If you remain agnostic, if you hold it still not proven, I'll
Give fifty more examples of her courage when a juvenile;
They lie in my portfolio, all printed, filed and docketed,
Including one in which a stick of dynamite she pocketed.
III.
She also painted: one could tell her pictures mid a billion,
So daubed were they with ochre blots and splashes of vermilion;
She claimed to be a connoisseur of _objets d'art_ and curios,
But what attracted notice was her openwork and lury hose,
Fashioned in every colour from magenta down to cinnabar,
Suggestive of a rainbow or the various liquors _in_ a bar.
IV.
So when she came to twenty-one, the age they call discretional,
The trooping of her followers was, in a word, processional.
V.
But she disdained flamboyant types and snubbed the gay and gildy brand;
Instead she loved a decadent whose pagan name was Hildebrand,
Until that sad occasion when she met him coming back o' night,
His system loaded up with bhang and opium and aconite.
VI.
An artist next attracted her; she turned on her cajoleries,
And soon in unison they laughed at other people's drolleries;
His speech was polychromous (as the speech of many a carman is);
He mostly talked of masses, lights, half-tones and colour-harmonies;
That was his doom, for one fine day he went to his sarcophagus,
The word "_chiaroscuro_" stuck deep down in his oesophagus.
VII.
I do not know; it may have been her hose that took poor Rendall in,
Who previously had flirted with her elder sister, Gwendoline.

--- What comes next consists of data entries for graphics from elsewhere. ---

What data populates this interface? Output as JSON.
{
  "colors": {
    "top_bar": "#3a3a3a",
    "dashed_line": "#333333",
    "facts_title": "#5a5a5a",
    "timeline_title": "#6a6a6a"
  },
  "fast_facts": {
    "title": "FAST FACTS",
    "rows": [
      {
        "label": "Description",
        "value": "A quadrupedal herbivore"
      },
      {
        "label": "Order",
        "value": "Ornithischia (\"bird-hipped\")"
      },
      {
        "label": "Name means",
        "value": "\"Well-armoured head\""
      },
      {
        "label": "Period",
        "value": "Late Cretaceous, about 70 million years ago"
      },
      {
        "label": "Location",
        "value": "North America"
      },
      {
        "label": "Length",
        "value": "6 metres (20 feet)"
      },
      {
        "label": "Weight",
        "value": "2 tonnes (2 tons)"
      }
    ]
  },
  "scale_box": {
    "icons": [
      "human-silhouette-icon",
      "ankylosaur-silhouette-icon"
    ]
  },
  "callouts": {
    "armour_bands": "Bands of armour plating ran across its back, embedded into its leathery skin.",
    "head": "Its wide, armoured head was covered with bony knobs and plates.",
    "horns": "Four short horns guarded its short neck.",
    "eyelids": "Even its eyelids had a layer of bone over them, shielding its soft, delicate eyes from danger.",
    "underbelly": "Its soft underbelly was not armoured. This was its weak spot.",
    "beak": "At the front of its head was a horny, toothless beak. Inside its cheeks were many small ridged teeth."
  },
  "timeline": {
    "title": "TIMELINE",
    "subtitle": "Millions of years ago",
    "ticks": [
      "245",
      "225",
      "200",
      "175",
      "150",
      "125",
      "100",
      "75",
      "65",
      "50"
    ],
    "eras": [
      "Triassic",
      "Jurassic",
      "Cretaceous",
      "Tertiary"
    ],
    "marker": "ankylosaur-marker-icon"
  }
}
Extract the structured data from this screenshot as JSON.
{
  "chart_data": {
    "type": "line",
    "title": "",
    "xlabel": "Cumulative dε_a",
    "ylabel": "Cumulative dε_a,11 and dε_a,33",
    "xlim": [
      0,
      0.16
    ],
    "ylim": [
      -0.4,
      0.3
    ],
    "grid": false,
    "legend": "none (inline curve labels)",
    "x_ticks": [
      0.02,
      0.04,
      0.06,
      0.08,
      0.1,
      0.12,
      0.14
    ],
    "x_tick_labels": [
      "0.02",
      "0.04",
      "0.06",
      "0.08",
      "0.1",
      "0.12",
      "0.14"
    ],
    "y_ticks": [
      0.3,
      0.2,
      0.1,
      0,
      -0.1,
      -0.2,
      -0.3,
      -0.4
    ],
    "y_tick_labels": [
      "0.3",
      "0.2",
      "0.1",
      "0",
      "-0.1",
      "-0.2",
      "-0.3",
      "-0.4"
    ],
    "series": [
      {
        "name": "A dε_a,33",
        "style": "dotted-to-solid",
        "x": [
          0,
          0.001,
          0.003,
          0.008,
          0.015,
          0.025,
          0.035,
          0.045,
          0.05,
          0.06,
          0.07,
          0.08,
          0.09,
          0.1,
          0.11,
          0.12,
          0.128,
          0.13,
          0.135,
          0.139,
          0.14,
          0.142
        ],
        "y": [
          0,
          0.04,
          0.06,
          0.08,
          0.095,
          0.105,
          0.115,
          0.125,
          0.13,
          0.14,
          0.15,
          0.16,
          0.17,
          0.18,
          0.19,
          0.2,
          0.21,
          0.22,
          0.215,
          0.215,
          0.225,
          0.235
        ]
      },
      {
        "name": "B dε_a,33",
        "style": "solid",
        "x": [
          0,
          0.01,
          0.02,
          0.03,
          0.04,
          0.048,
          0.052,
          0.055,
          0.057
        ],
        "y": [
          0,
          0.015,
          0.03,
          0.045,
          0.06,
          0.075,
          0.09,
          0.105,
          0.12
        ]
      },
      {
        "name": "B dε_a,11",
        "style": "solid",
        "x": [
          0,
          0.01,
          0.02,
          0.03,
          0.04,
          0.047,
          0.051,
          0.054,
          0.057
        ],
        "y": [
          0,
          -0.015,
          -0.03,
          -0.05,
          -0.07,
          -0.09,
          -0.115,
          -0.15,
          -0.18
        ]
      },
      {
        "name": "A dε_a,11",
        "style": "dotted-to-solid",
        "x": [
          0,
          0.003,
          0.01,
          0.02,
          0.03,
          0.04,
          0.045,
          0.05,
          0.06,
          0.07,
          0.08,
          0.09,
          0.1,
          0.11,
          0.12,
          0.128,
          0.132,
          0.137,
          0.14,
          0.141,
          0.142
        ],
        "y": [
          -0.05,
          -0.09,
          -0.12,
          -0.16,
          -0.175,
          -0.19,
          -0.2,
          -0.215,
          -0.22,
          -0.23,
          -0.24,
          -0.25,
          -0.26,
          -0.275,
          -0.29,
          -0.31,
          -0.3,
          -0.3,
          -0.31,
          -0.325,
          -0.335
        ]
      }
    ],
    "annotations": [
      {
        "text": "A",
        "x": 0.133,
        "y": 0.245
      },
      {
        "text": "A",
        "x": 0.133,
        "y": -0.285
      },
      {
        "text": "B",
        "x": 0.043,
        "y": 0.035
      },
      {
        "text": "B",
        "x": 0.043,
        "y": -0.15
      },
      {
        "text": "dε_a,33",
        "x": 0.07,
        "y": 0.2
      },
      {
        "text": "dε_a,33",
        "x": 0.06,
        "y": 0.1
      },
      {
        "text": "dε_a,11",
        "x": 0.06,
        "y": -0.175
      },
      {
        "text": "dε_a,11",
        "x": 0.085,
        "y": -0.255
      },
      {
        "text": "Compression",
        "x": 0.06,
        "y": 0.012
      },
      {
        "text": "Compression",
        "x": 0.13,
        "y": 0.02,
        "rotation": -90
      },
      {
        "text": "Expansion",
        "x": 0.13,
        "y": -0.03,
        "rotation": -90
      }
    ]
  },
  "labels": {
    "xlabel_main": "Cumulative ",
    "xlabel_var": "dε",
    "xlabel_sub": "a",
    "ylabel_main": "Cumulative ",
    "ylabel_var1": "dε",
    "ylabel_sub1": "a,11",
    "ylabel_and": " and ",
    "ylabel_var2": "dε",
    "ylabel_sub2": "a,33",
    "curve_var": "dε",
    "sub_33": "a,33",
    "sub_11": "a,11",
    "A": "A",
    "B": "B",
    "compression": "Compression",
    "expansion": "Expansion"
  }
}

This Rendall was a wholesale dealer, very rich and large in all
His habits, though he always said his profits were but marginal.
Well, Rendall kept on waddling round her, like a tired and tardy yak;
His movements showed beyond a doubt that his disease was cardiac;
He took her on the river; after thinking for a time, aloud
He said, "I will propose to you; that is, of course, if I'm allowed."
VIII.
And she replied, "If I were going to propose, I'm blest if I
Would personate an elder who is just about to testify.
Now first of all I must remark that Love has come to grip you late
In life, but, passing over that, I've certain things to stipulate:
You must exhibit interest, as even Goth or Vandal would,
In curios and bric-a-brac, in ivories and sandalwood;
And you must cope with cameo, veneer, relief and lacquer (Ah!
And, parenthetically, pay my debts at bridge and baccarat).
I dote on Futurism, and so a mate would give me little ease
Whose views were strictly orthodox on MYRON and PRAXITELES.
You do not understand," she sneered, "so gross is your fatuity;
Well then, I answer 'No,' without a trace of ambiguity."
IX.
And Rendall turned back sad at heart; but in a stride his honey-bee
Was in his arms exclaiming, "Then would wasted all your money be.
Come, I will take you with your faults and try to make the best of you;
Your purse is good; perhaps in time I may improve the rest of you."